The veterans’ community is a priority target audience for the outfit, said Spencer Tesanovich, vice president of veterans affairs for DriveTanks.com. Five of six staffers are veterans, said Tesanovich, who served in Iraq.

His work getting veterans outdoors landed him a job at DriveTanks.com, where he is spearheading the Back on Track program to bring in wounded veterans at no cost to them. An all-terrain tracked wheelchair in the Tank Barn helps amputees and elderly veterans get around the site.

Customers with military experience will sometimes chime in with details about the vehicles and equipment, he said.

One World War II veteran explained how engineers designed a pistol port in the turret for crew members to shoot from, but it was better suited for discarding cannon shell casings that cluttered the inside of the tank during battle, he said. Now the staff passes that fact along to others.

“It’s not just, ‘Come shoot a gun here and leave,’” Tesanovich said. “This is history.”

‘Fire in the hole!’ Rick Bozeman, an executive in the homebuilding industry in Houston, visited DriveTanks.com on recent weekday afternoon with two coworkers. They were visiting Ox Ranch to hunt, and included a ride-and-shoot on the Sherman as a team-building exercise, he said.

Bozeman strapped into a safety harness as his coworker handled the levers inside the Sherman, lumbering down the trail throwing dust into the trees and coming to rest at the range, where a silver car at 250 yards was zeroed in for target practice.

Each man fired a small belt of .50 caliber machine gun rounds at the car, already shattered by previous visitors.

Tesanovich then prepared the firing of the live cannon projectile that sets DriveTanks.com apart. DeGidio spends about an hour preparing and inspecting each shell to ensure it provides the same power and boom that echoed on battlefields seven decades ago. Tesanovich explained that the force rocks the tank so hard that it’s a hazard to be inside.

A rigged cord, similar to an artillery piece, is used to fire the cannon. Bozeman volunteered to shoot. The ground shook as the projectile sped downrange at 2,800 feet per second.

It appeared to be a direct impact, just above the rear tire.

“I have shot a lot of firearms, but that was pretty amazing,” Bozeman said.

Tesanovich said only about 10 percent of the 14.5-pound shells are found in the berm, but on this day, the shell was plucked straight from the dirt.

“I’ll probably make it a paperweight in the office and tell stories about it,” Bozeman said.

Those personal stories and media coverage have led to an avalanche of bookings.
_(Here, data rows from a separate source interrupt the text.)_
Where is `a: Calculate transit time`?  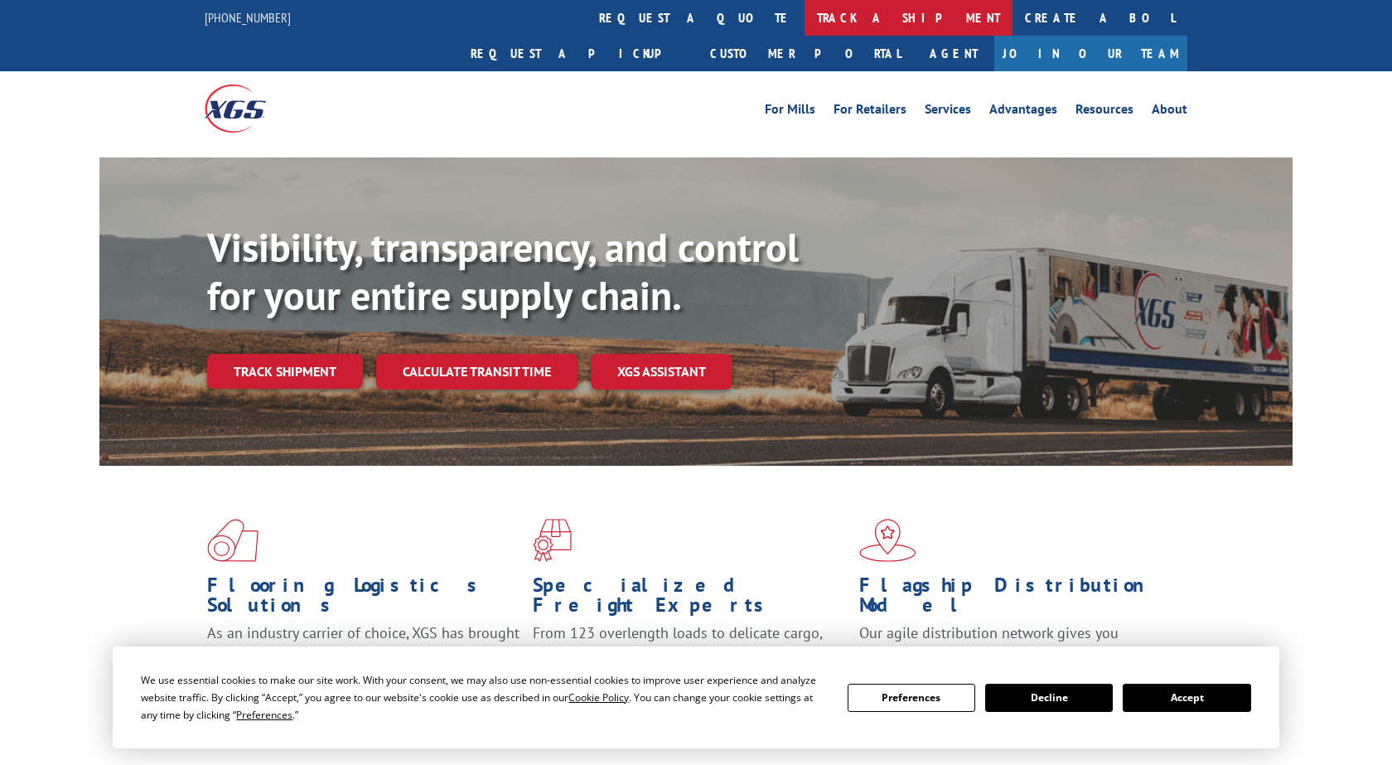 a: Calculate transit time is located at coordinates (477, 371).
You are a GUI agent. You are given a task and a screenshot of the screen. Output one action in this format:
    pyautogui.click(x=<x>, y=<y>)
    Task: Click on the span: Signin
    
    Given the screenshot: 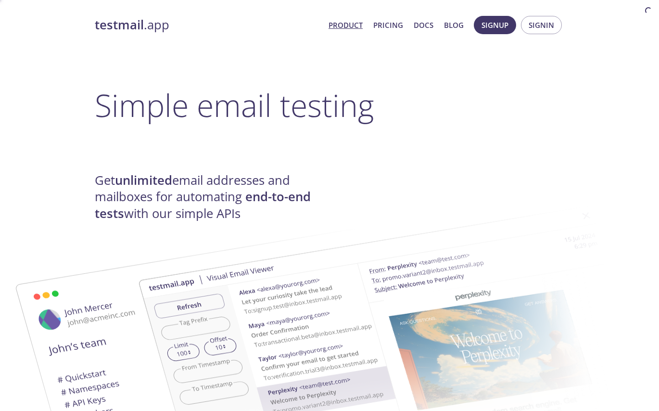 What is the action you would take?
    pyautogui.click(x=541, y=25)
    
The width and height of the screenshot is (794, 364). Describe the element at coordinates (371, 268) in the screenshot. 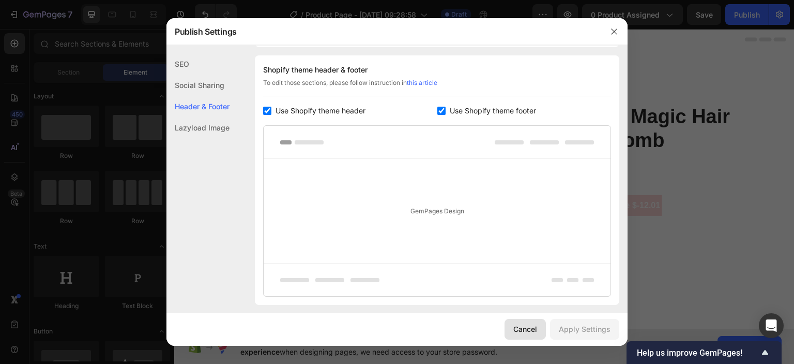

I see `img: Se0b2749934df463b885fd36801340090o.png` at that location.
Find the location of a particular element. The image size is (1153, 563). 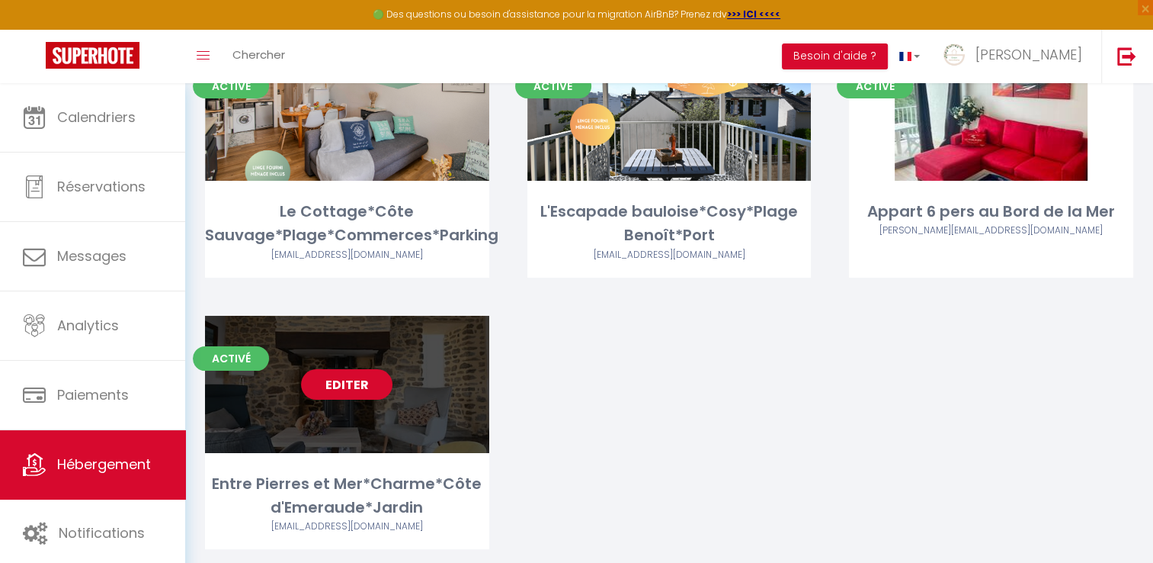

div: L'Escapade bauloise*Cosy*Plage Benoît*Port is located at coordinates (669, 223).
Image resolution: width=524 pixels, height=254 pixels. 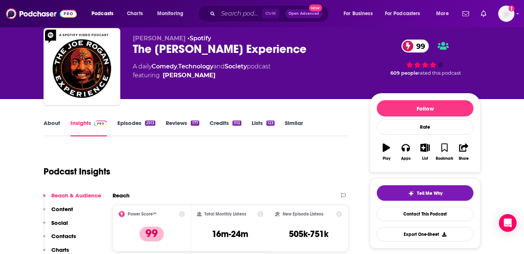 I want to click on a: The Joe Rogan Experience, so click(x=82, y=66).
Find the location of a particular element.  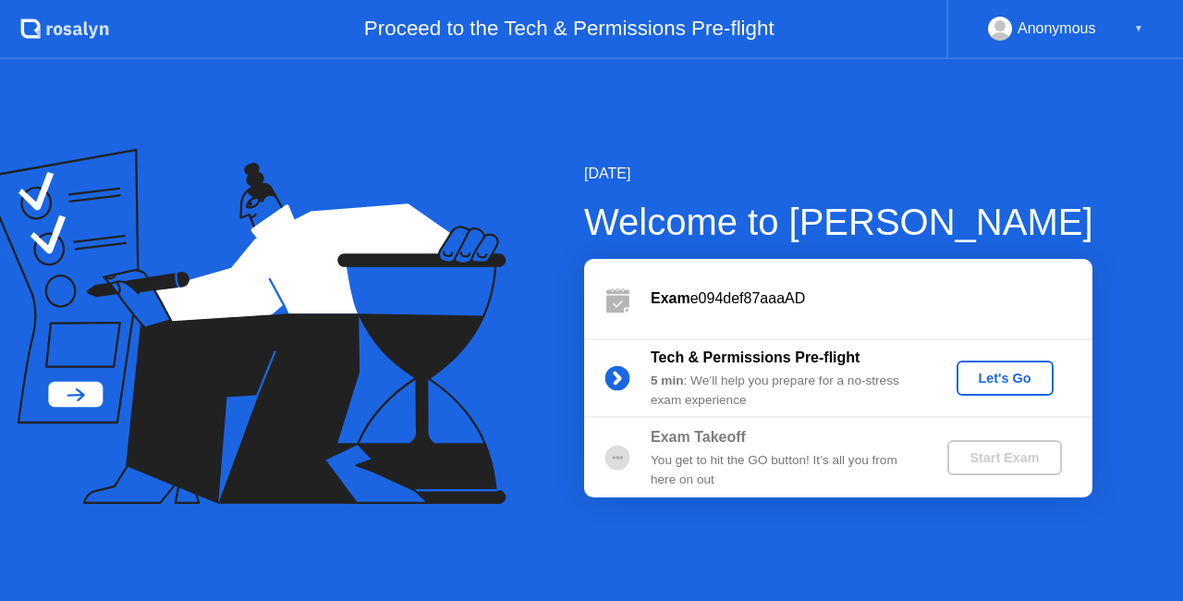

div: Start Exam is located at coordinates (1003, 457).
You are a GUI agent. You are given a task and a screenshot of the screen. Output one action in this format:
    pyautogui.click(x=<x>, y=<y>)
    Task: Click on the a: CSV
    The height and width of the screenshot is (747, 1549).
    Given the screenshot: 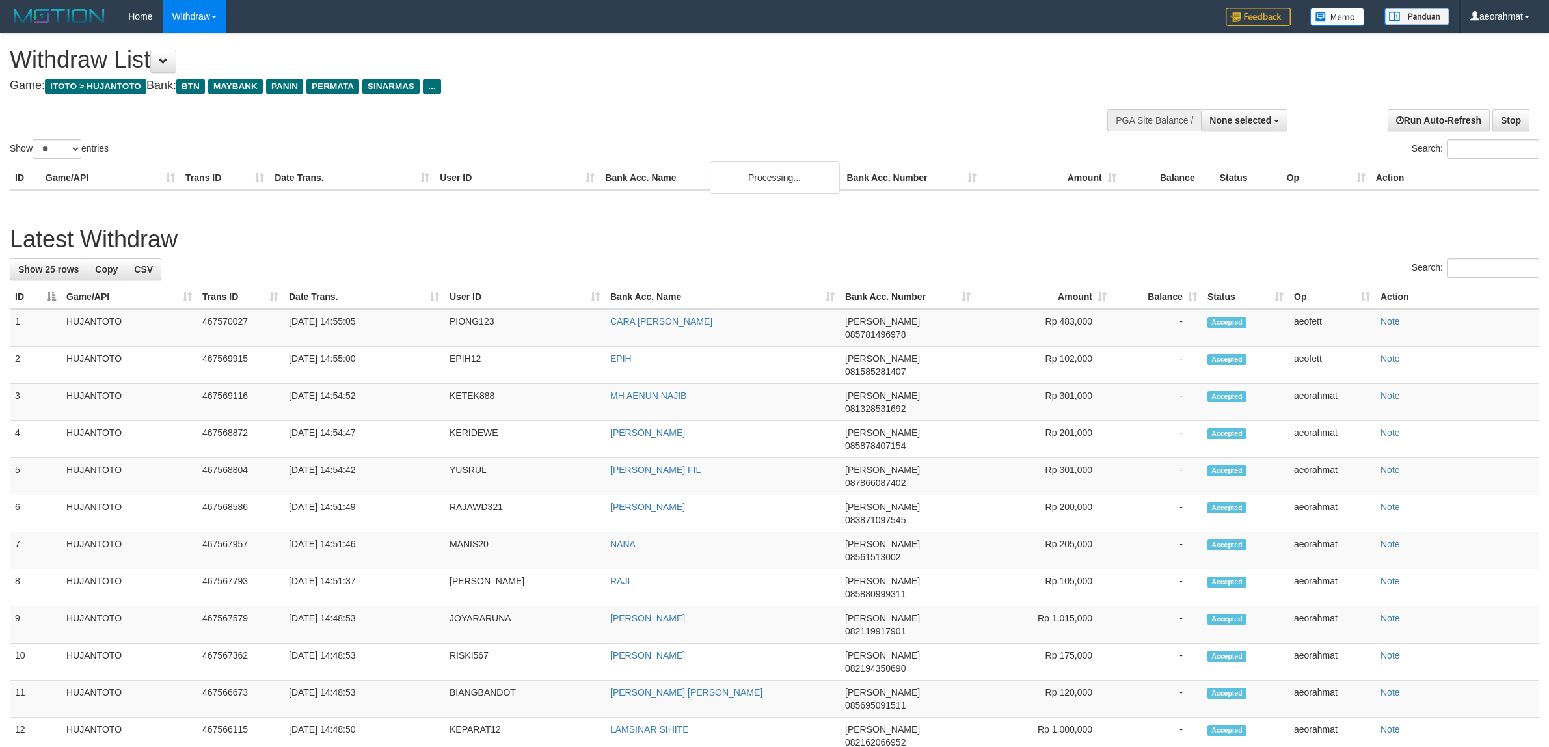 What is the action you would take?
    pyautogui.click(x=143, y=269)
    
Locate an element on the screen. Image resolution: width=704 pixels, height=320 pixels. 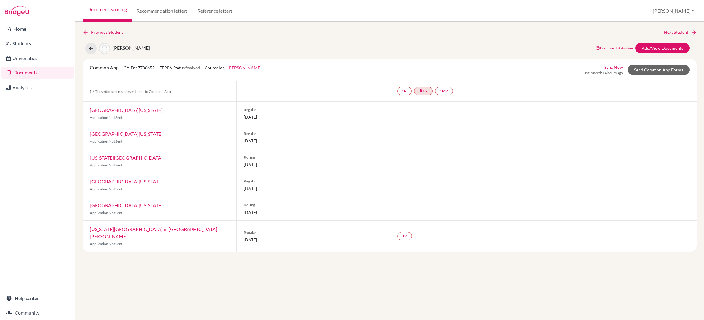
a: Analytics is located at coordinates (37, 87).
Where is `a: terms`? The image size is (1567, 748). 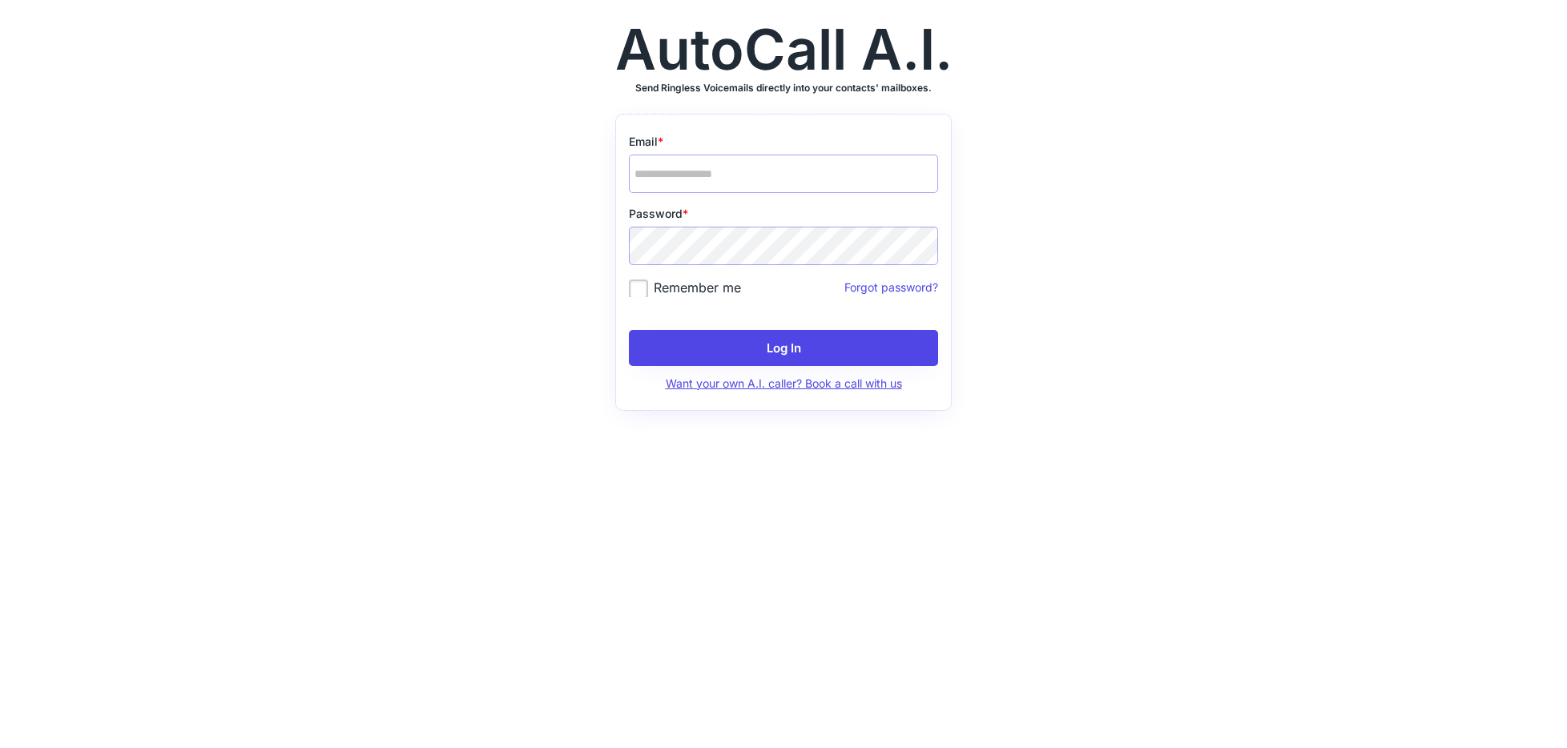 a: terms is located at coordinates (783, 481).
The biggest challenge is sustainability, DeGidio said, as the small crew is challenged by maintenance, repairs and growing demand.

The company is shooting in a week what some other outfits shoot in a year, he said. And the word is spreading about a possibility that not many have considered.

“No one is sitting around the breakfast table thinking, ‘I want to drive a tank today,’” DeGidio said. “But when you hear about it, then it’s something you want to do.”